Probe must be protected
From firing top law enforcers to co-opting members of the House Intelligence Committee, President Trump’s determination to obstruct any investigation of his relationship with Russia has hardly been cloaked in mystery. Now he has warned Congress that his assault on those who would seek truth and enforce the law might extend to Special Counsel Robert Mueller, presaging a confrontation with echoes of Watergate.
Trump explicitly attacked Mueller, his team and his investigation for the first time in a weekend Twitter outburst that closely followed his lawyer’s call to end the special counsel’s probe. He also heaped further derision on the FBI’s former director and deputy director, James Comey and Andrew McCabe, a day after McCabe’s vindictive dismissal hours shy of retirement eligibility.
It was Comey’s firing last year, and Trump’s acknowledgment of his pique over the Russia inquiry, that precipitated Mueller’s appointment by Deputy Attorney General Rod Rosenstein. Firing Mueller, which Trump has reportedly considered before, could mean getting rid of Rosenstein — and possibly others — in a reprise of Richard Nixon’s Saturday Night Massacre.
Perhaps to lay the groundwork for such a desperate course, Trump is smearing the investigators as partisan witch-hunters. In fact, Mueller, Comey and McCabe are all Republicans, and the internal investigation used as a pretext to can McCabe concerned disclosure to the press of details about the FBI’s Clinton Foundation probe. Likewise, Comey’s damaging campaign-season revelations about the federal inquiry into Hillary Clinton’s emails belie Trump’s narrative of a conspiracy against him.
It is reassuring that several prominent Republican lawmakers have warned Trump away from Mueller but less so that they have neglected legislation to protect the probe. Judging by the president’s words and deeds so far, Congress can either act to head off a constitutional crisis or wait for one to unfold.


Exercise objective
A word-for-word retyping of the listing below is required, with the pictures dropped.

Provided records

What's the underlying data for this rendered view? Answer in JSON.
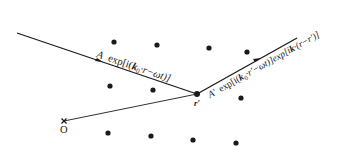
{
  "diagram": {
    "colors": {
      "ink": "#1a1a1a",
      "background": "#ffffff"
    },
    "labels": {
      "incident_wave": "A exp[i(k₀·r−ωt)]",
      "incident_A": "A",
      "incident_exp": "exp[i(",
      "incident_k": "k",
      "incident_k_sub": "0",
      "incident_rest": "·r−ωt)]",
      "scattered_wave": "A′ exp[i(k₀·r′−ωt)]exp[ik·(r−r′)]",
      "scattered_A": "A′",
      "scattered_exp1": "exp[i(",
      "scattered_k0": "k",
      "scattered_k0_sub": "0",
      "scattered_mid": "·r′−ωt)]exp[i",
      "scattered_k": "k",
      "scattered_end": "·(r−r′)]",
      "scatter_point": "r′",
      "origin": "O"
    },
    "scatterer_dots": [
      [
        114,
        42
      ],
      [
        157,
        45
      ],
      [
        209,
        48
      ],
      [
        247,
        52
      ],
      [
        110,
        86
      ],
      [
        153,
        90
      ],
      [
        241,
        98
      ],
      [
        108,
        133
      ],
      [
        151,
        136
      ],
      [
        193,
        140
      ],
      [
        236,
        143
      ]
    ]
  }
}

Reply to the task
What's the underlying data for this rendered view? Answer in JSON.
{
  "diagram": {
    "colors": {
      "ink": "#1a1a1a",
      "background": "#ffffff"
    },
    "labels": {
      "incident_wave": "A exp[i(k₀·r−ωt)]",
      "incident_A": "A",
      "incident_exp": "exp[i(",
      "incident_k": "k",
      "incident_k_sub": "0",
      "incident_rest": "·r−ωt)]",
      "scattered_wave": "A′ exp[i(k₀·r′−ωt)]exp[ik·(r−r′)]",
      "scattered_A": "A′",
      "scattered_exp1": "exp[i(",
      "scattered_k0": "k",
      "scattered_k0_sub": "0",
      "scattered_mid": "·r′−ωt)]exp[i",
      "scattered_k": "k",
      "scattered_end": "·(r−r′)]",
      "scatter_point": "r′",
      "origin": "O"
    },
    "scatterer_dots": [
      [
        114,
        42
      ],
      [
        157,
        45
      ],
      [
        209,
        48
      ],
      [
        247,
        52
      ],
      [
        110,
        86
      ],
      [
        153,
        90
      ],
      [
        241,
        98
      ],
      [
        108,
        133
      ],
      [
        151,
        136
      ],
      [
        193,
        140
      ],
      [
        236,
        143
      ]
    ]
  }
}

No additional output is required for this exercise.